The dog days.
I’m annually confounded when this time of year rolls around. It’s late July/early August, and a mere gander out the window brings beads of sweat to the brow. There’s not an outdoor activity that’s desirable that doesn’t involve water that’s at least neck-deep.
Yet we here at the Sportsman spend these days planning for our autumn issues. Right now, the walls of my office are my friends, more dear to me than water or sustenance. Their insulated cores hold in the wonderful result of rapidly moving, condensed freon, and protect me from the undulating waves only a few feet away that have surely radiated through the very ceiling of Hades.
But when those stories that find their genesis under the blaze of an August sun actually show up in print, these same walls will be my arch enemies. Like a convict with a life sentence, I’ll scheme endlessly for ways to leave their tight grip, forever desperate for just one more breath of the crisp air of autumn — and freedom.
That time is coming. It’s right around the corner. But we must earn it.
The dog days.
What can save us from this awful time, this season of baked woe?
Gordon Hutchinson thinks he knows.
The long-time Louisiana Sportsman contributor has penned his first novel, and for those of us who are fans of his writing, it was way too long in coming.
But trust me, it’s well worth the wait.
Faithful Louisiana Sportsman readers probably remember a lengthy story Hutchinson published in the December 2000 issue titled “The Quest and the Quarry.” It was the finest piece of outdoor prose I had ever read in my life, and scores of you wrote to tell me you felt similarly.
“The Quest and the Quarry” followed a young buck from birth through maturity, and chronicled its evolving habits throughout its life. Not only was the tale extraordinarily well-told, Hutchinson infused his knowledge and research of deer biology throughout the story, perpetually educating the reader and making him an exponentially better hunter in the process.
During the years after penning that original Louisiana Sportsman story, Hutchinson conducted more research — both in the field and in more controlled settings — and melded the original story into an entire novel about growing up along the Mississippi River delta before and during the deer-population boom. It’s titled — appropriately enough — “The Quest and the Quarry.”
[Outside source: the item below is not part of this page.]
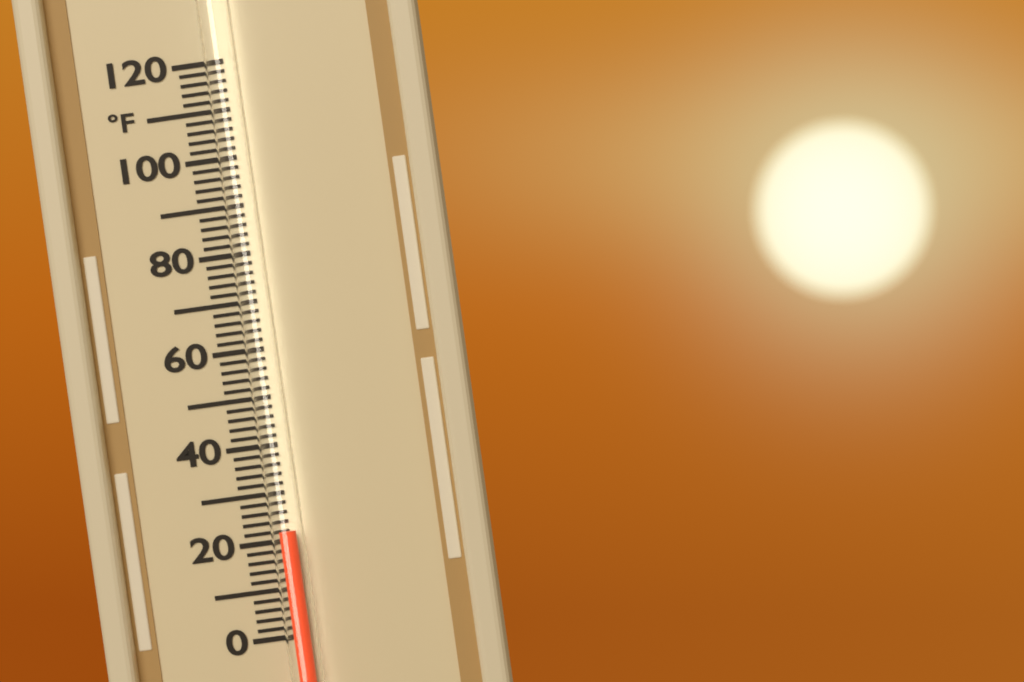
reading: 22 °F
The book, in a word, is spectacular, and is a must-read for anyone who has taken to the woods, rifle in hand and hope in heart, eyes scanning for spectral movements from the white-tailed ghosts of the forest.
“This is a hunting story in the tradition of Hemingway, Ruark and all the greats, and that’s a dying genre,” Bryan Hendricks, outdoors editor for the Arkansas Democrat-Gazette, said of “The Quest and the Quarry.” “In this era of how-to, where-to, you don’t see this kind of writing anymore. The story is authentic, and it’s also irresistible.”
To order a copy, log onto www.thequestandthequarry.com, or call (800) 538-4355. It sells for $19.95 plus $2.95 for postage and packing.
It’ll get you through the dog days, and open long-clogged sinuses in your hunting psyche, allowing you to soak in even more of the changing air of autumn.